In closing this notice of Chaucer, it should be remarked that no English poet has been more successful in the varied delineation of character, or in fresh and charming pictures of Nature. Witty and humorous, sententious and didactic, solemn and pathetic, he not only pleases the fancy, but touches the heart.

John Gower.—Before entering upon the barren period from Chaucer to Spenser, however, there is one contemporary of Chaucer whom we must not omit to mention; for his works, although of little literary value, are historical signs of the times: this is John Gower, styled variously Sir John and Judge Gower, as he was very probably both a knight and a justice. He seems to owe most of his celebrity to his connection, however slight, with Chaucer; although there is no doubt of his having been held in good repute by the literary patrons and critics of his own age. His fame rests upon three works, or rather three parts of one scheme—Speculum Meditantis, Vox Clamantis, and Confessio Amantis. The first of these, the mirror of one who meditates, was in French verse, and was, in the main, a treatise upon virtue and repentance, with inculcations to conjugal fidelity much disregarded at that time. This work has been lost. The Vox Clamantis, or voice of one crying in the wilderness, is directly historical, being a chronicle, in Latin elegiacs, of the popular revolts of Wat Tyler in the time of Richard II., and a sermon on fatalism, which, while it calls for a reformation in the clergy, takes ground against Wiclif, his doctrines, and adherents. In the later books he discusses the military and the lawyers; and thus he is the voice of one crying, like the Baptist in the wilderness, against existing abuses and for the advent of a better order. The Confessio Amantis, now principally known because it contains a eulogium of Chaucer, which in his later editions he left out, is in English verse, and was composed at the instance of Richard II. The general argument of this Lover's Confession is a dialogue between the lover and a priest of Venus, who, in the guise of a confessor, applies the breviary of the Church to the confessions of love.[21] The poem is interspersed with introductory or recapitulatory Latin verses.

Chaucer and Gower.—That there was for a time a mutual admiration between Chaucer and Gower, is shown by their allusion to each other. In the penultimate stanza of the Troilus and Creseide, Chaucer calls him "O Morall Gower," an epithet repeated by Dunbar, Hawes, and other writers; while in the Confessio Amantis, Gower speaks of Chaucer as his disciple and poet, and alludes to his poems with great praise. That they were at any time alienated from each other has been asserted, but the best commentators agree in thinking without sufficient grounds.

The historical teachings of Gower are easy to find. He states truths without parable. His moral satires are aimed at the Church corruptions of the day, and yet are conservative; and are taken, says Berthelet, in his dedication of the Confessio to Henry VIII., not only out of "poets, orators, historic writers, and philosophers, but out of the Holy Scripture"—the same Scripture so eloquently expounded by Chaucer, and translated by Wiclif. Again, Gower, with an eye to the present rather than to future fame, wrote in three languages—a tribute to the Church in his Latin, to the court in his French, and to the progressive spirit of the age in his English. The latter alone is now read, and is the basis of his fame. Besides three poems, he left, among his manuscripts, fifty French sonnets, (cinquantes balades,) which were afterward printed by his descendant, Lord Gower, Duke of Sutherland.

Gower's Language.—Like Chaucer, Gower was a reformer in language, and was accused by the "severer etymologists of having corrupted the purity of the English by affecting to introduce so many foreign words and phrases;" but he has the tribute of Sir Philip Sidney (no mean praise) that Chaucer and himself were the leaders of a movement, which others have followed, "to beautifie our mother tongue," and thus the Confessio Amantis ranks as one of the formers of our language, in a day when it required much moral courage to break away from the trammels of Latin and French, and at the same time to compel them to surrender their choicest treasures to the English.

Gower was born in 1325 or 1326, and outlived Chaucer. It has been generally believed that Chaucer was his poetical pupil. The only evidence is found in the following vague expression of Gower in the Confessio Amantis:

And greet well Chaucer when ye meet
As my disciple and my poete.
For in the flower of his youth,
In sondry wise as he well couth,
Of ditties and of songes glade
The which he for my sake made.

It may have been but a patronizing phrase, warranted by Gower's superior rank and station; for to the modern critic the one is the uprising sun, and the other the pale star scarcely discerned in the sky. Gower died in 1408, eight years after his more illustrious colleague.

Other Writers of the Period of Chaucer.

John Barbour, Archdeacon of Aberdeen, a Scottish poet, born about 1320: wrote a poem concerning the deeds of King Robert I. in achieving the independence of Scotland. It is called Broite or Brute, and in it, in imitation of the English, he traces the Scottish royal lineage to Brutus. Although by no means equal to Chaucer, he is far superior to any other English poet of the time, and his language is more intelligible at the present day than that of Chaucer or Gower. Sir Walter Scott has borrowed from Barbour's poem in his "Lord of the Isles."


What you will do | Look through the records, and whenever a line includes the word "sublingual", copy it.

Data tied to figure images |
....

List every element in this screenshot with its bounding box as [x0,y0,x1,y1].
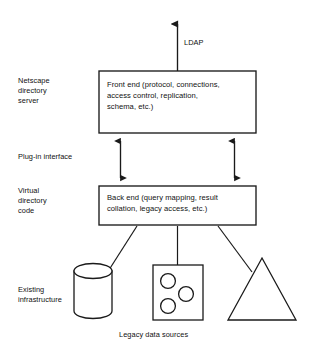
diagram-canvas: LDAP Netscape directory server Plug-in i… [0,0,310,355]
existing-infrastructure-label: Existing infrastructure [18,285,62,305]
triangle-source-icon [228,258,296,320]
legacy-data-sources-caption: Legacy data sources [119,330,188,340]
backend-to-cylinder-connector [107,226,137,273]
backend-to-triangle-connector [218,226,252,272]
document-square-icon [153,265,203,320]
ldap-label: LDAP [184,38,204,48]
netscape-directory-server-label: Netscape directory server [18,76,50,107]
plugin-interface-label: Plug-in interface [18,152,72,162]
database-cylinder-icon [74,264,112,319]
back-end-box-text: Back end (query mapping, result collatio… [107,192,253,214]
virtual-directory-code-label: Virtual directory code [18,186,47,217]
front-end-box-text: Front end (protocol, connections, access… [107,79,253,113]
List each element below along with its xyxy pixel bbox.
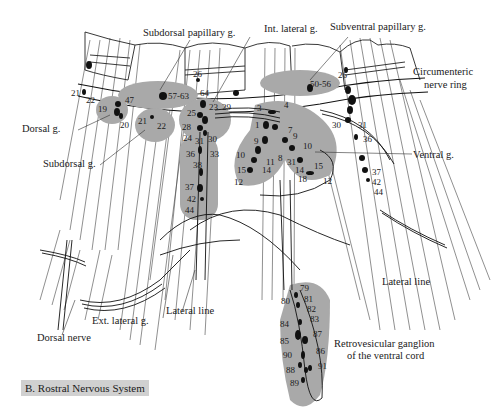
neuron-number: 21 bbox=[138, 117, 147, 126]
label-subdorsal-ganglion: Subdorsal g. bbox=[43, 159, 96, 170]
neuron-number: 10 bbox=[236, 151, 245, 160]
neuron-number: 31 bbox=[195, 137, 204, 146]
neuron-number: 86 bbox=[316, 347, 325, 356]
neuron-number: 81 bbox=[304, 295, 313, 304]
neuron-number: 4 bbox=[284, 101, 289, 110]
label-circumenteric-line1: Circumenteric bbox=[413, 67, 473, 78]
label-retrovesicular-line1: Retrovesicular ganglion bbox=[334, 339, 435, 350]
neuron-number: 50-56 bbox=[310, 80, 331, 89]
neuron-number: 37 bbox=[185, 183, 194, 192]
neuron-number: 21 bbox=[71, 89, 80, 98]
neuron-number: 30 bbox=[332, 121, 341, 130]
neuron-number: 26 bbox=[338, 71, 347, 80]
ventral-ganglion-region bbox=[234, 101, 336, 186]
neuron-number: 87 bbox=[313, 330, 322, 339]
neuron-number: 44 bbox=[374, 188, 383, 197]
neuron-number: 24 bbox=[183, 134, 192, 143]
label-circumenteric-line2: nerve ring bbox=[424, 80, 467, 91]
neuron-number: 47 bbox=[125, 96, 134, 105]
neuron-number: 26 bbox=[193, 70, 202, 79]
label-ventral-ganglion: Ventral g. bbox=[413, 150, 454, 161]
neuron-number: 7 bbox=[288, 126, 293, 135]
neuron-number: 12 bbox=[234, 178, 243, 187]
neuron-number: 1 bbox=[255, 121, 260, 130]
neuron-number: 57-63 bbox=[168, 92, 189, 101]
neuron-number: 37 bbox=[372, 168, 381, 177]
neuron-number: 15 bbox=[237, 166, 246, 175]
neuron-number: 14 bbox=[262, 166, 271, 175]
neuron-number: 9 bbox=[293, 132, 298, 141]
neuron-number: 18 bbox=[298, 175, 307, 184]
label-dorsal-ganglion: Dorsal g. bbox=[22, 124, 61, 135]
neuron-number: 42 bbox=[372, 178, 381, 187]
label-lateral-line-right: Lateral line bbox=[382, 277, 430, 288]
neuron-number: 90 bbox=[283, 351, 292, 360]
neuron-number: 85 bbox=[280, 337, 289, 346]
neuron-number: 12 bbox=[323, 177, 332, 186]
neuron-number: 38 bbox=[193, 161, 202, 170]
neuron-number: 8 bbox=[278, 154, 283, 163]
neuron-number: 22 bbox=[157, 122, 166, 131]
label-int-lateral-ganglion: Int. lateral g. bbox=[264, 24, 318, 35]
neuron-number: 84 bbox=[280, 320, 289, 329]
neuron-number: 19 bbox=[98, 105, 107, 114]
neuron-number: 29 bbox=[222, 103, 231, 112]
neuron-number: 91 bbox=[318, 362, 327, 371]
neuron-number: 10 bbox=[303, 142, 312, 151]
neuron-number: 36 bbox=[186, 150, 195, 159]
neuron-number: 64 bbox=[200, 89, 209, 98]
neuron-number: 80 bbox=[281, 297, 290, 306]
rostral-nervous-system-diagram: Subdorsal papillary g. Int. lateral g. S… bbox=[0, 0, 499, 416]
neuron-number: 89 bbox=[290, 379, 299, 388]
neuron-number: 3 bbox=[257, 104, 262, 113]
neuron-number: 44 bbox=[185, 206, 194, 215]
neuron-number: 31 bbox=[358, 121, 367, 130]
neuron-number: 83 bbox=[310, 315, 319, 324]
neuron-number: 23 bbox=[209, 103, 218, 112]
figure-caption: B. Rostral Nervous System bbox=[21, 380, 149, 396]
neuron-number: 20 bbox=[120, 121, 129, 130]
neuron-number: 15 bbox=[314, 162, 323, 171]
neuron-number: 88 bbox=[286, 366, 295, 375]
label-dorsal-nerve: Dorsal nerve bbox=[37, 333, 91, 344]
label-retrovesicular-line2: of the ventral cord bbox=[347, 351, 424, 362]
neuron-number: 9 bbox=[254, 137, 259, 146]
label-subventral-papillary-ganglion: Subventral papillary g. bbox=[330, 22, 426, 33]
label-ext-lateral-ganglion: Ext. lateral g. bbox=[92, 316, 149, 327]
neuron-number: 36 bbox=[363, 135, 372, 144]
neuron-number: 25 bbox=[187, 109, 196, 118]
label-subdorsal-papillary-ganglion: Subdorsal papillary g. bbox=[143, 28, 235, 39]
neuron-number: 22 bbox=[86, 96, 95, 105]
neuron-number: 42 bbox=[187, 195, 196, 204]
neuron-number: 30 bbox=[208, 135, 217, 144]
neuron-number: 28 bbox=[182, 123, 191, 132]
label-lateral-line-center: Lateral line bbox=[166, 306, 214, 317]
neuron-number: 33 bbox=[210, 150, 219, 159]
neuron-number: 82 bbox=[307, 305, 316, 314]
neuron-number: 79 bbox=[300, 284, 309, 293]
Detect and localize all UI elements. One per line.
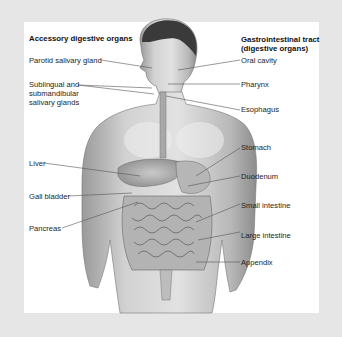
right-group-heading-line2: (digestive organs) — [241, 44, 308, 54]
label-pancreas: Pancreas — [29, 224, 61, 233]
large-intestine — [122, 196, 212, 270]
label-parotid-salivary-gland: Parotid salivary gland — [29, 56, 102, 65]
label-oral-cavity: Oral cavity — [241, 56, 277, 65]
label-sublingual-line2: submandibular — [29, 89, 79, 98]
label-large-intestine: Large intestine — [241, 231, 291, 240]
label-sublingual-line1: Sublingual and — [29, 80, 79, 89]
label-esophagus: Esophagus — [241, 105, 279, 114]
label-liver: Liver — [29, 159, 45, 168]
label-stomach: Stomach — [241, 143, 271, 152]
rectum — [160, 270, 172, 300]
label-sublingual-line3: salivary glands — [29, 98, 79, 107]
label-pharynx: Pharynx — [241, 80, 269, 89]
label-appendix: Appendix — [241, 258, 273, 267]
label-gall-bladder: Gall bladder — [29, 192, 70, 201]
label-small-intestine: Small intestine — [241, 201, 290, 210]
label-duodenum: Duodenum — [241, 172, 278, 181]
left-group-heading: Accessory digestive organs — [29, 34, 133, 44]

....

Expected answer |
label-sublingual-line2: submandibular — [29, 89, 79, 98]
label-sublingual-line1: Sublingual and — [29, 80, 79, 89]
label-sublingual-line3: salivary glands — [29, 98, 79, 107]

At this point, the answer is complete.